2024 Judge: Joanna Robotham joined the Tampa Museum of Art staff as the Curator of Modern and Contemporary Art in 2016. Ms. Robotham was part of the inaugural 2017 curatorial team for Skyway: A Contemporary Collaboration, a triennial of local artists working in the Tampa Bay area and mounted at museums across the region and in 2021, was one of five curators collaborating on the second presentation of Skyway. In June 2020, Ms. Robotham curated the Frank Stella: What You See the exhibition, an intimate survey of the artist’s printmaking oeuvre, and organized a series of exhibitions celebrating the Tampa Museum of Art’s 100th anniversary. She curated the Fall 2019 exhibition series Ordinary/Extraordinary: Assemblage in Three Acts: Jean-Michel Basquiat, Purvis Young, and Haitian Vodou Flags. Past original curatorial projects at the Tampa Museum of Art include Vapor and Vibration: The Art of Larry Bell and Jesús Rafael Soto (2018), as well as Mernet Larsen: Getting Measured, 1957-2017 (2017), a retrospective of Mernet Larsen’s paintings. Ms. Robotham previously held the Neubauer Family Foundation Assistant Curator position at the Jewish Museum in New York City, where she worked for over ten years. She received her M.A. in Curatorial Studies from the Center for Curatorial Studies at Bard College. She earned a B.A. in Art History and Political Science from the University of Washington.

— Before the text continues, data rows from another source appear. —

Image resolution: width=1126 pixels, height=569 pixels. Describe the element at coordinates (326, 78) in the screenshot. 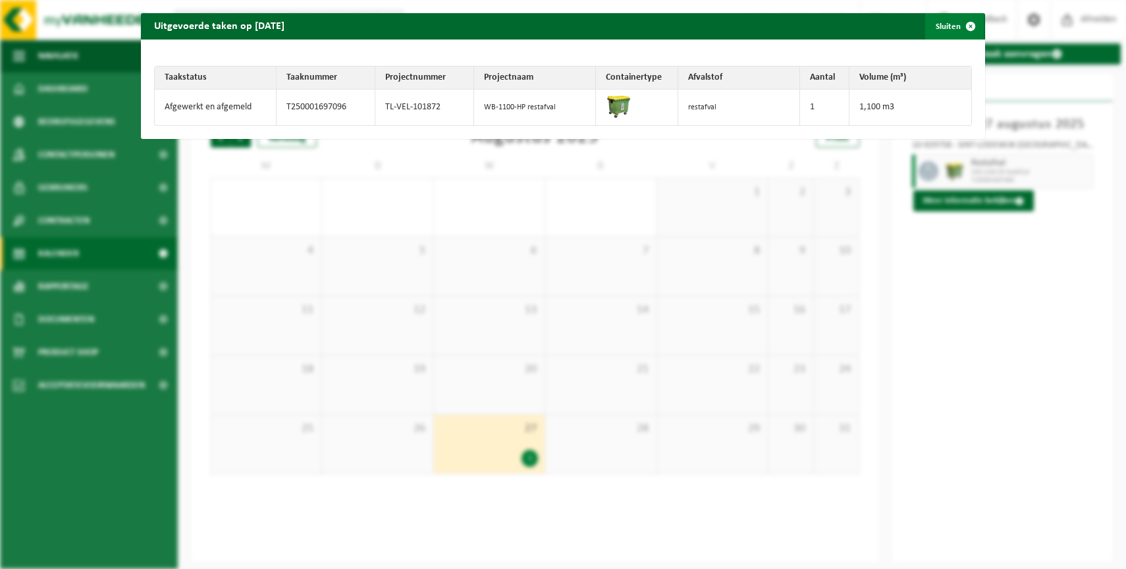

I see `th: Taaknummer` at that location.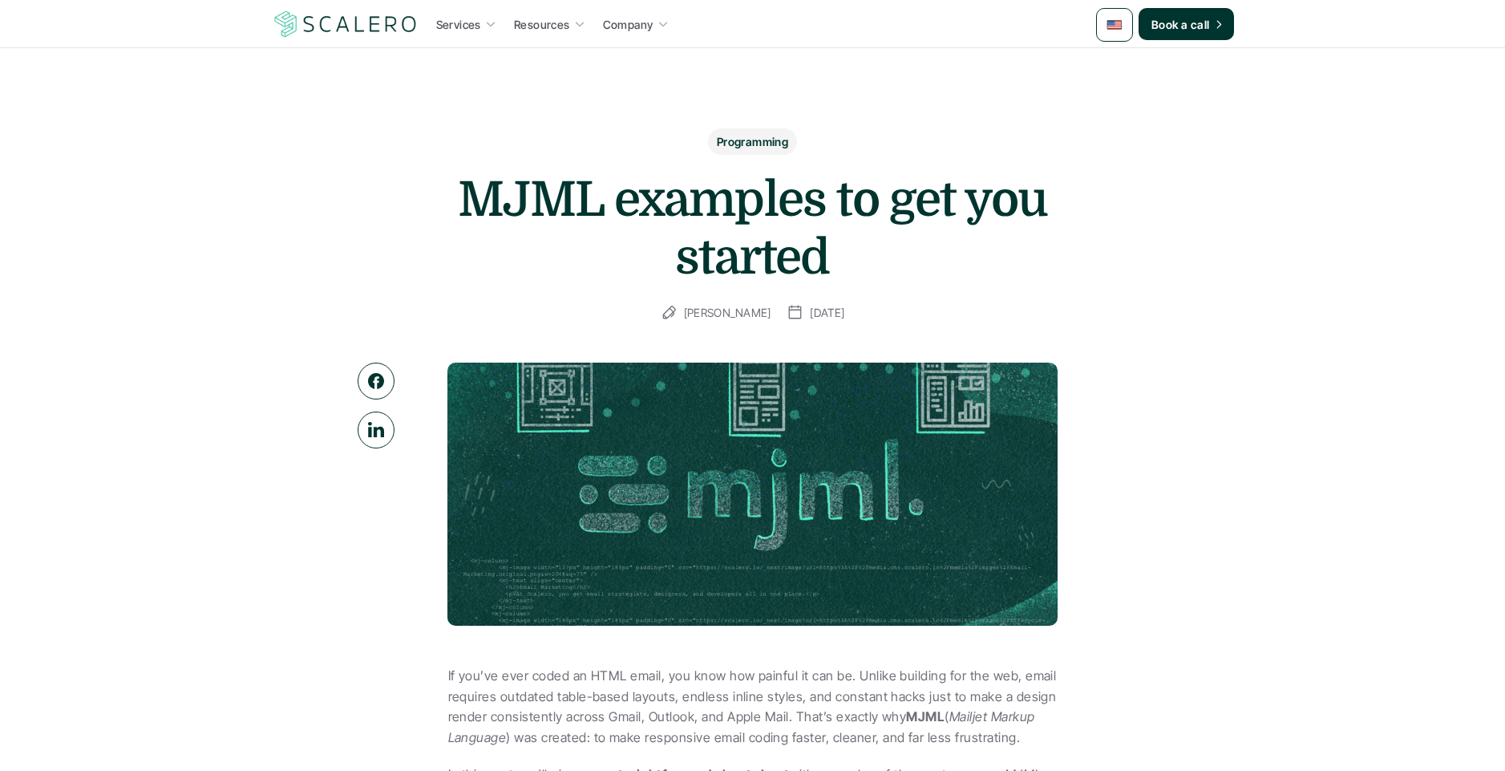 This screenshot has width=1505, height=771. What do you see at coordinates (459, 24) in the screenshot?
I see `p: Services` at bounding box center [459, 24].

2024 Judge: Dawne Eubanks well-known as a teacher and performer in the Tampa Bay Area and beyond. In addition to her duties at Eckerd, she teaches voice at the Pinellas County Center for the Arts and taught for many years at Hillsborough Community College. Instructor Eubanks holds a BA Degree in Vocal Music from Florida State University, and currently teaches voice at Eckerd College, as well as the Pinellas County Center for the Arts at Gibbs High School. Her solo career has led her to the stages of Carnegie Hall, the Meyerson Symphony Center, the Mahaffey Theatre, Ruth Eckerd Hall, and the Tampa Bay Performing Arts Center. Other singing highlights include performances with the Florida Opera Co., Florida Opera West, Inc., The Florida Orchestra, The Atlanta Symphony Orchestra and Chorus, the Florida Orchestra Master Chorale, and the Turtle Creek Chorale, working with renowned conductors such as Robert Summer, Robert Shaw, Daniel Moe, Julius Rudel, Sir David Wilcox, and Timothy Seelig. Dawne has received outstanding reviews for her roles in local productions of Pirates of Penzance, Two By Two, and Little Mary Sunshine, to name some favorites. Recent performances include the soprano solos in Haydn’s Lord Nelson Mass and Creation, Mozart’s Exsultate Jubilate, and Handel’s Messiah with members of The Florida Orchestra, as well as musical directing an Eckerd College student production of Into the Woods. Dawne is the assistant music director at the First Baptist Church of St. Pete, maintains a private vocalstudio, and is a sought after vocal coach and adjudicator for competitions and festivals in voice, choral music, musical theatre, and piano.